The dominant approach for music representation learning involves the deep unsupervised model family variational autoencoder (VAE). However, most, if not all, viable attempts on this problem have largely been limited to monophonic music. Normally composed of richer modality and more complex musical structures, the polyphonic counterpart has yet to be addressed in the context of music representation learning. In this work, we propose the PianoTree VAE, a novel tree-structure extension upon VAE aiming to fit the polyphonic music learning. The experiments prove the validity of the PianoTree VAE via (i)-semantically meaningful latent code for polyphonic segments; (ii)-more satisfiable reconstruction aside of decent geometry learned in the latent space; (iii)-this model's benefits to the variety of the downstream music generation.
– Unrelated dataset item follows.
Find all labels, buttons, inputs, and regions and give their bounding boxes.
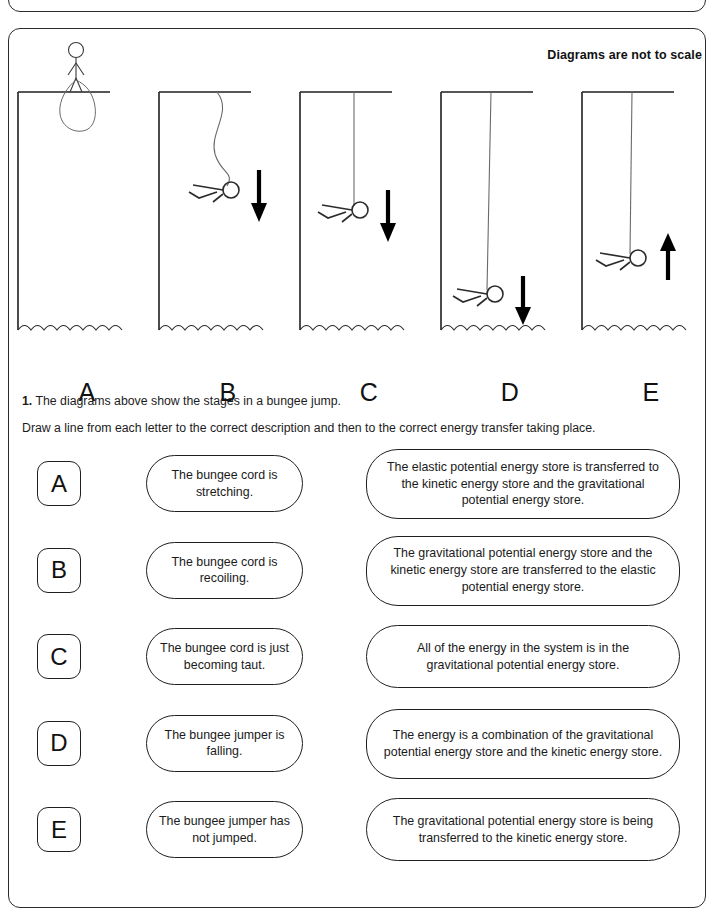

We present a fast and high-fidelity method for music generation, based on specified f0 and loudness, such that the synthesized audio mimics the timbre and articulation of a target instrument. The generation process consists of learned source-filtering networks, which reconstruct the signal at increasing resolutions. The model optimizes a multi-resolution spectral loss as the reconstruction loss, an adversarial loss to make the audio sound more realistic, and a perceptual f0 loss to align the output to the desired input pitch contour. The proposed architecture enables high-quality fitting of an instrument, given a sample that can be as short as a few minutes, and the method demonstrates state-of-the-art timbre transfer capabilities. Code and audio samples are shared at https://github.com/mosheman5/timbre_painting.
The two main research threads in computer-based music generation are: the construction of autonomous music-making systems, and the design of computer-based environments to assist musicians. In the symbolic domain, the key problem of automatically arranging a piece music was extensively studied, while relatively fewer systems tackled this challenge in the audio domain. In this contribution, we propose CycleDRUMS, a novel method for generating drums given a bass line. After converting the waveform of the bass into a mel-spectrogram, we are able to automatically generate original drums that follow the beat, sound credible and can be directly mixed with the input bass. We formulated this task as an unpaired image-to-image translation problem, and we addressed it with CycleGAN, a well-established unsupervised style transfer framework, originally designed for treating images. The choice to deploy raw audio and mel-spectrograms enabled us to better represent how humans perceive music, and to potentially draw sounds for new arrangements from the vast collection of music recordings accumulated in the last century. In absence of an objective way of evaluating the output of both generative adversarial networks and music generative systems, we further defined a possible metric for the proposed task, partially based on human (and expert) judgement. Finally, as a comparison, we replicated our results with Pix2Pix, a paired image-to-image translation network, and we showed that our approach outperforms it.